Today’s MDM systems are not prepared to integrate
information from unstructured data sources, such as news
reports, emails, call-center transcripts, and chat logs. However,
those unstructured data sources may contain valuable
information about the same entities known to MDM from
the structured data sources. Integrating information from
unstructured data into MDM is challenging as textual references
to existing MDM entities are often incomplete and
imprecise and the additional entity information extracted
from text should not impact the trustworthiness of MDM
data.
In this paper, we present an architecture for making MDM
text-aware and showcase its implementation as IBM InfoSphere
MDM Extension for Unstructured Text Correlation,
an add-on to IBM InfoSphere Master Data Management
Standard Edition.

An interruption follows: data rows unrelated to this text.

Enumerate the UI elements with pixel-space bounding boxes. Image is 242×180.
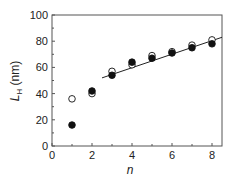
y-tick-label: 0 [42,140,48,152]
open-circle-point [69,96,76,103]
scatter-chart: 02468020406080100 n LH (nm) [0,0,242,180]
x-tick-label: 0 [49,149,55,161]
ticks: 02468020406080100 [30,9,215,161]
filled-circle-point [209,41,216,48]
filled-circle-point [109,72,116,79]
y-axis-label: LH (nm) [8,61,24,101]
x-tick-label: 4 [129,149,135,161]
axes [52,15,222,146]
y-tick-label: 40 [36,88,48,100]
y-tick-label: 100 [30,9,48,21]
filled-circle-point [149,55,156,62]
filled-circle-point [129,59,136,66]
x-axis-label: n [127,163,134,177]
data-points [69,37,216,129]
filled-circle-point [69,122,76,129]
filled-circle-point [89,88,96,95]
y-axis-label-unit: (nm) [8,61,22,89]
y-tick-label: 60 [36,61,48,73]
filled-circle-point [169,50,176,57]
y-axis-label-main: L [8,95,22,102]
fit-line [102,37,222,78]
x-tick-label: 6 [169,149,175,161]
plot-frame [52,15,222,146]
x-tick-label: 8 [209,149,215,161]
filled-circle-point [189,44,196,51]
y-tick-label: 20 [36,114,48,126]
x-tick-label: 2 [89,149,95,161]
y-tick-label: 80 [36,35,48,47]
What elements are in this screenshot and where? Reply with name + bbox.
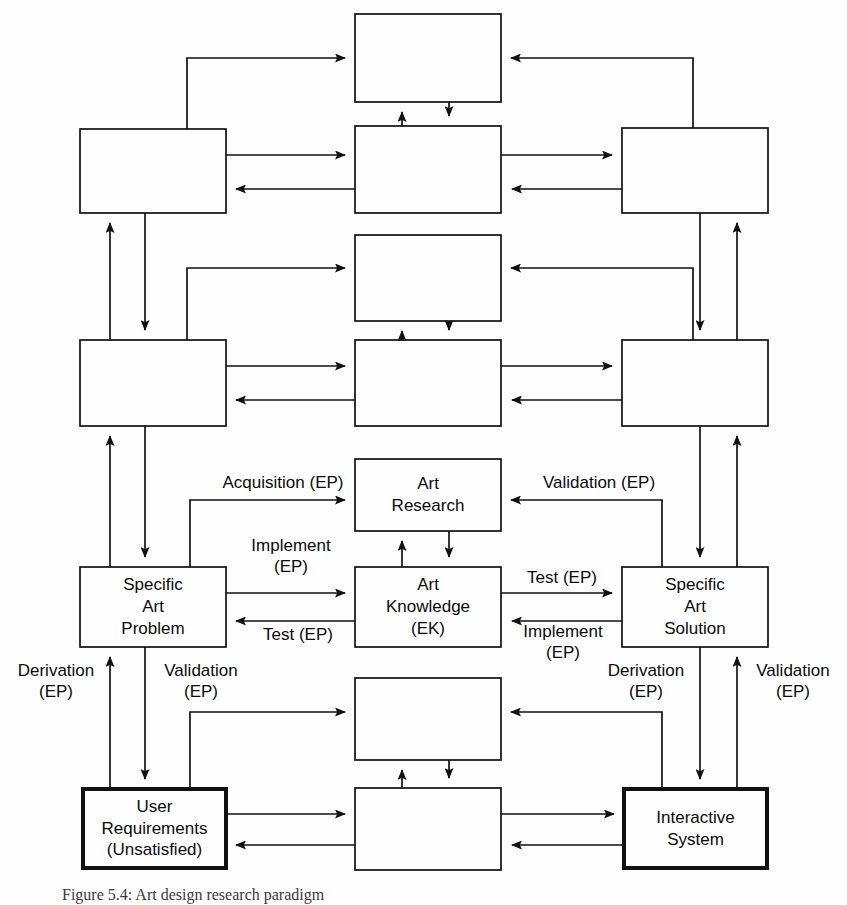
edge-label-test-ep-problem-text: Test (EP) bbox=[263, 625, 333, 644]
diagram-graphics bbox=[0, 0, 847, 905]
edge-label-validation-ep-research: Validation (EP) bbox=[524, 473, 674, 494]
edge-label-derivation-ep-left: Derivation (EP) bbox=[6, 661, 106, 702]
edge-label-validation-ep-right-line-1: Validation bbox=[745, 661, 841, 682]
edge-label-test-ep-solution: Test (EP) bbox=[514, 568, 610, 589]
edge-label-derivation-ep-right-line-1: Derivation bbox=[596, 661, 696, 682]
edge-label-validation-ep-right-line-2: (EP) bbox=[745, 682, 841, 703]
figure-canvas: Art Research Specific Art Problem Art Kn… bbox=[0, 0, 847, 905]
edge-label-validation-ep-left-line-2: (EP) bbox=[153, 682, 249, 703]
edge-label-implement-ep-solution-line-1: Implement bbox=[508, 622, 618, 643]
figure-caption: Figure 5.4: Art design research paradigm bbox=[62, 886, 324, 904]
edge-label-acquisition-ep: Acquisition (EP) bbox=[203, 473, 363, 494]
edge-label-implement-ep-solution: Implement (EP) bbox=[508, 622, 618, 663]
edge-label-validation-ep-right: Validation (EP) bbox=[745, 661, 841, 702]
edge-label-implement-ep-problem-line-1: Implement bbox=[236, 536, 346, 557]
edge-label-derivation-ep-right: Derivation (EP) bbox=[596, 661, 696, 702]
edge-label-validation-ep-left: Validation (EP) bbox=[153, 661, 249, 702]
edge-label-validation-ep-research-text: Validation (EP) bbox=[543, 473, 655, 492]
edge-label-implement-ep-problem: Implement (EP) bbox=[236, 536, 346, 577]
edge-label-acquisition-ep-text: Acquisition (EP) bbox=[223, 473, 344, 492]
edge-label-test-ep-problem: Test (EP) bbox=[248, 625, 348, 646]
edge-label-derivation-ep-right-line-2: (EP) bbox=[596, 682, 696, 703]
edge-label-derivation-ep-left-line-1: Derivation bbox=[6, 661, 106, 682]
edge-label-validation-ep-left-line-1: Validation bbox=[153, 661, 249, 682]
edge-label-implement-ep-problem-line-2: (EP) bbox=[236, 557, 346, 578]
edge-label-derivation-ep-left-line-2: (EP) bbox=[6, 682, 106, 703]
edge-label-test-ep-solution-text: Test (EP) bbox=[527, 568, 597, 587]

We highlight how MDM benefits from
additional evidence found in documents when doing entity
resolution and relationship discovery. We experimentally
demonstrate the feasibility of integrating information from
unstructured data sources into MDM.
Resumo:
Discussion forums have evolved into a dependablesource of knowledge to solvecommon problems. However, only a minorityof the posts in discussion forumsare solution posts. Identifying solutionposts from discussion forums, hence, is animportant research problem. In this paper,we present a technique for unsupervisedsolution post identification leveraginga so far unexplored textual feature, thatof lexical correlations between problemsand solutions. We use translation modelsand language models to exploit lexicalcorrelations and solution post characterrespectively. Our technique is designedto not rely much on structural featuressuch as post metadata since suchfeatures are often not uniformly availableacross forums. Our clustering-based iterativesolution identification approach basedon the EM-formulation performs favorablyin an empirical evaluation, beatingthe only unsupervised solution identificationtechnique from literature by a verylarge margin. We also show that our unsupervisedtechnique is competitive againstmethods that require supervision, outperformingone such technique comfortably.
Resumo:
Massive amount of data that are geo-tagged and associated with text information are being generated at an unprecedented scale. These geo-textual data cover a wide range of topics. Users are interested in receiving up-to-date geo-textual objects (e.g., geo-tagged Tweets) such that their locations meet users’ need and their texts are interesting to users. For example, a user may want to be updated with tweets near her home on the topic “dengue fever headache.” In this demonstration, we present SOPS, the Spatial-Keyword Publish/Subscribe System, that is capable of efficiently processing spatial keyword continuous queries. SOPS supports two types of queries: (1) Boolean Range Continuous (BRC) query that can be used to subscribe the geo-textual objects satisfying a boolean keyword expression and falling in a specified spatial region; (2) Temporal Spatial-Keyword Top-k Continuous (TaSK) query that continuously maintains up-to-date top-k most relevant results over a stream of geo-textual objects. SOPS enables users to formulate their queries and view the real-time results over a stream of geotextual objects by browser-based user interfaces. On the server side, we propose solutions to efficiently processing a large number of BRC queries (tens of millions) and TaSK queries over a stream of geo-textual objects.